4:38-5:10  Still Class Warfare, but Charch wants to make sure he ices his spot as the dumbest guy on the panel, which he does, right here. People are so fixated on harming Zygi Wilf, he claims, that they are willing (he makes it sound intentional) to take lower-class people's jobs away from them, just to deliver the point. People like me, I guess, hate guys who have money so much, that we will sacrifice vendors jobs just for the opportunity to hurt Zygi Wilf. AND I WILL DESTROY FAMILIES. That seems fair, and not at all like clumsy propaganda.

It is as if the whole stadium crisis was brought about by people who don't want the new stadium. Am I wrong here, or is that just completely upside-down and backwards talk? It's like a Da Vinci diary, but stupid. The crisis was not caused by Minnesota citizens; it was brought about by the Wilfs and the NFL.

5:10-6:28  John Sullivan says, for real, "We're getting into a bigger issue about America at this point." Oh, indeed we are. "Being successful and having money in this day and age is seen as evil, which I can't stand." Yep, you've nailed what us poor people think about you millionaires and your billionaire boss. You got us. Thanks for the insight, Sullivan. Sullivan then compares his second contract, and being validated as a player to the stadium deal, which makes no sense, especially if you look at the job the Vikings as a whole have done. (They've have one great year, two good years, and seven pretty bad years in the last decade. Who gets a raise based on those numbers? The Vikings deserve to be validated for their last decade?)

6:28-7:00:  Serious FACT CHECK ALERT HERE. I'm going to try to get Charchian's words exact right here: "[Zygi Wilf] Didn't grow up in money.
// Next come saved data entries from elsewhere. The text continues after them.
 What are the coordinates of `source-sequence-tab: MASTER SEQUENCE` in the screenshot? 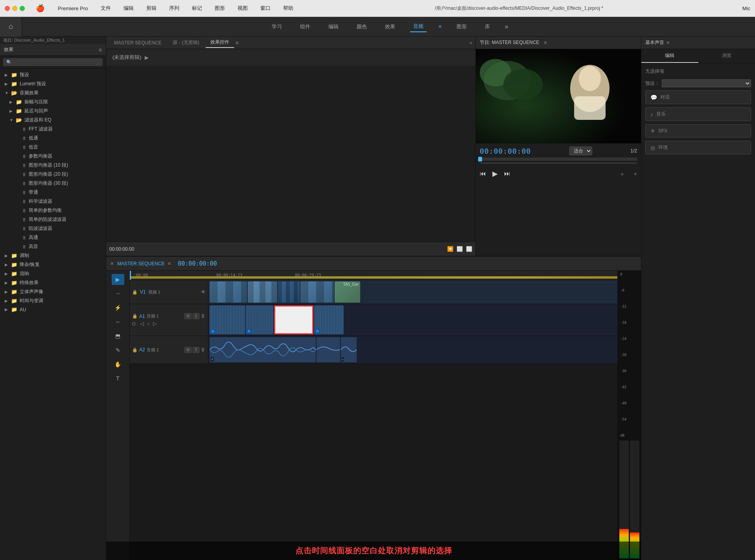 It's located at (138, 43).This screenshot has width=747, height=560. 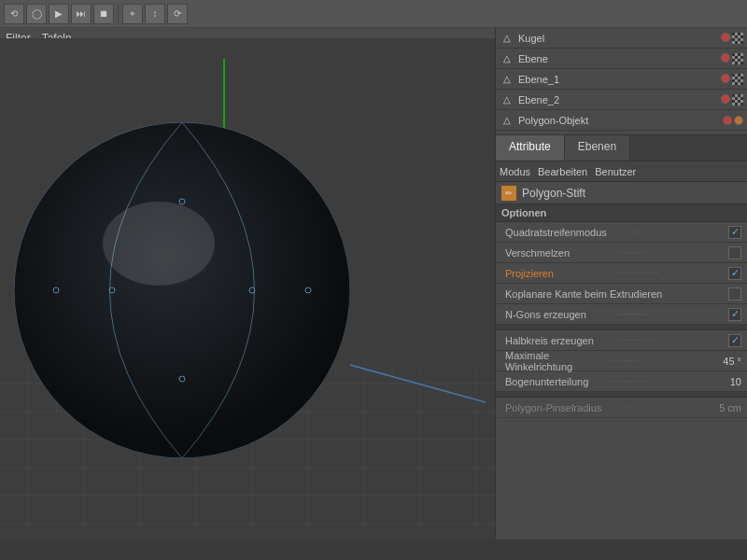 What do you see at coordinates (622, 361) in the screenshot?
I see `prop-row-maxwinkel: Maximale Winkelrichtung ········· 45 °` at bounding box center [622, 361].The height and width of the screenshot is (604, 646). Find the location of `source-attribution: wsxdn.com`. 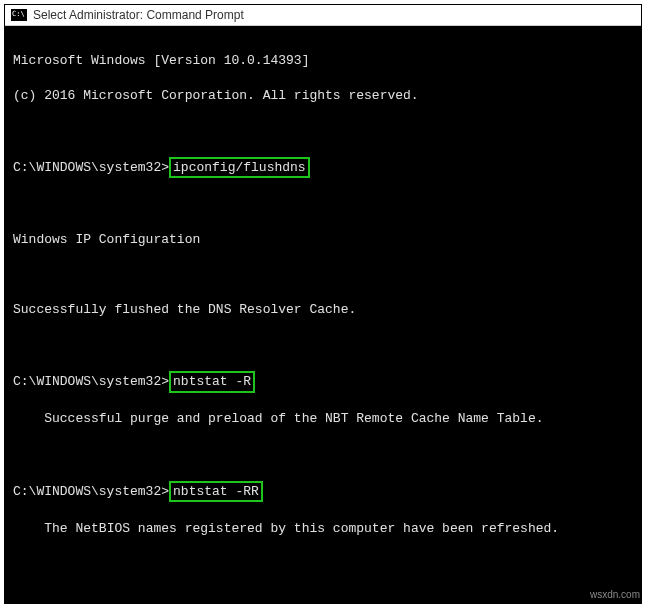

source-attribution: wsxdn.com is located at coordinates (615, 594).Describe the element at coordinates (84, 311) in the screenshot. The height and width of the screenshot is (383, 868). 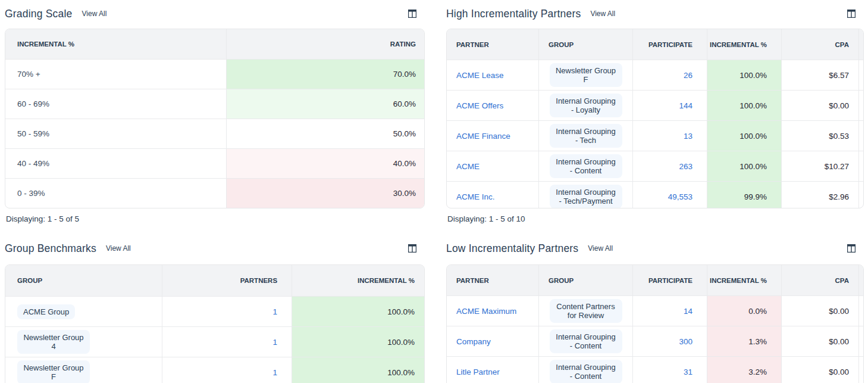
I see `group-cell: ACME Group` at that location.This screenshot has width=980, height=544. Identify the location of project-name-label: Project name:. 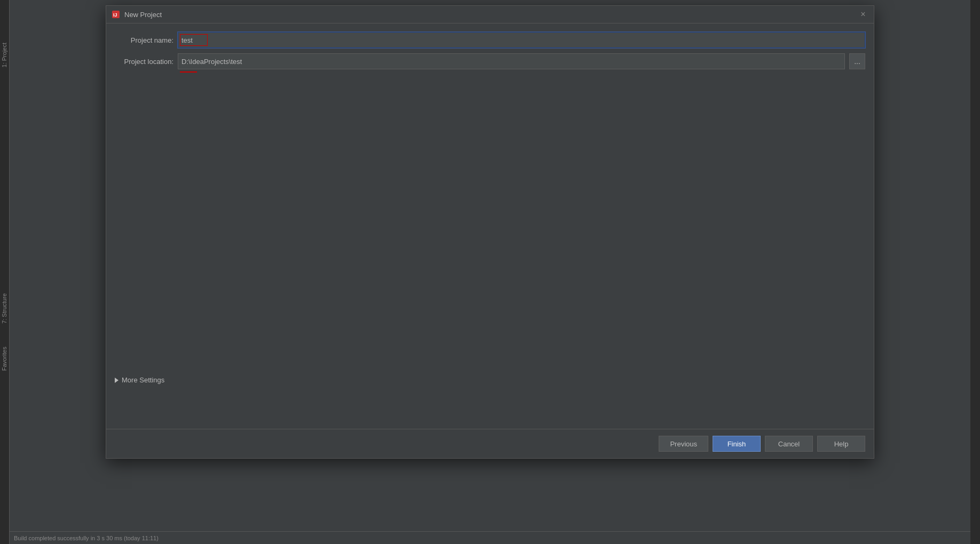
(144, 41).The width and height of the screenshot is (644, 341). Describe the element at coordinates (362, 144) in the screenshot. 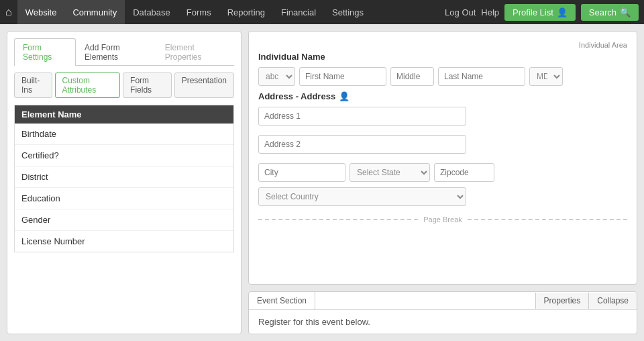

I see `address2-input` at that location.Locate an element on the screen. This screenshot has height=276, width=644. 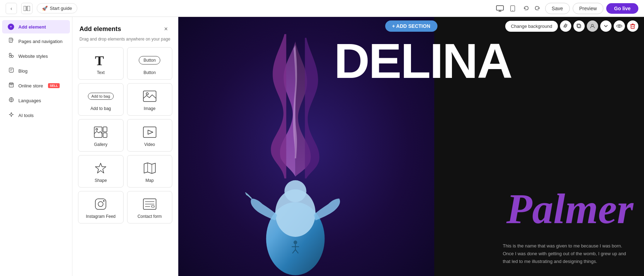
button-preview: Button is located at coordinates (150, 60). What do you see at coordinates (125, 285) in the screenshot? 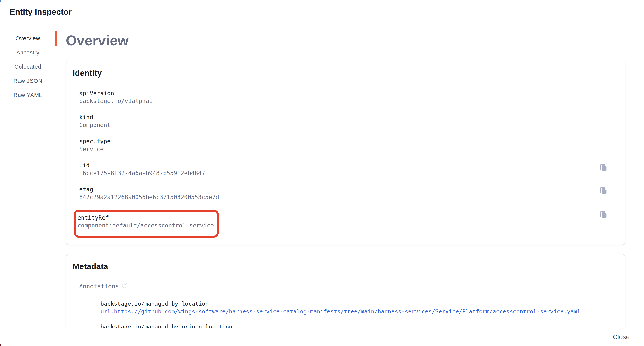
I see `help-icon: ?` at bounding box center [125, 285].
He earned the money he's got. There's a lot of people..especially the people who absolutely hate the wealthy, that all envision that you never had to work for it. He had to work for everything he had."
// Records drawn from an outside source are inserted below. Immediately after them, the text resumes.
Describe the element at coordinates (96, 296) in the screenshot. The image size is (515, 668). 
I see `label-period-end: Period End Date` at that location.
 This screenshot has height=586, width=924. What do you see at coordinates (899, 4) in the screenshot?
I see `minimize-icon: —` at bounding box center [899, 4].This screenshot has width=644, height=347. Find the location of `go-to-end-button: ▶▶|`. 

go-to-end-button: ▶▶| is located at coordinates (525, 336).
Jesus Christ. Wikipedia says that Zygi Wilf inherited a home building business that he took from building homes and only four shopping centers into a much bigger company. Does inheriting four shopping centers sound like "not coming from money" to you?

Paul Charchian, have you heard of Google and/or Wikipedia?


7:00-8:10: A discussion of how great the Wilfs have been on spending on Free Agents, even when they were terrible ideas (Brett Favre, Bernard Berrian), and how they did that even though they had a terrible stadium (not one cynic came in to say, "hey, maybe they did to help get a stadium built?").

Also, other teams that are in bad stadium deals at least have tailgating, and that somehow represents a better situation. (again, there was, at the time of this radio discussion, no movement in LA, nor has there been since. LA is serving as a Monster-Under-The-Bed. It's not really there, but it still scares the shit out of people who really should know better.)

8:15-9:20: Congratulating the Vikings for not threatening to leave. Suggesting that Roger Goodell is above saber-rattling. That his threat to move the Vikings to LA (even though, technically, that threat was never actually made!) is legit.

9:30-13:00: John Sullivan, PA, and Charch take a break to discuss their trips to the Caribbean. SERIOUSLY.  Sullivan recommends St. Bart's. That whole class warfare thing was indeed bullshit. Tell us all more about the trips we can not afford, you assholes.

13:00-38:00 What follows is lot of actual football talk, which is all these idiots should be doing. Though I'm pretty sure somewhere in here Sullivan claims that a Super Bowl brings in $400 million, and Charch says, "Hell, the stadium practically pays for itself! That's amazing." Which it would be, if it were true. It's not. If it were true, $400 million from the public wouldn't be quite so controversial.

So, that's the kind of insight your average Vikings fan got from the station that carries the Vikings. Maybe they interviewed a sports economist. Maybe they talked to Neil at Field of Schemes. But I bet they didn't!

*taken from the City Pages website.

1 comment:

per head said...

it is nice to have a new Vikinds Stadium, but what I totally disagree is that we the taxpayers have to pay for it, it is not fair!!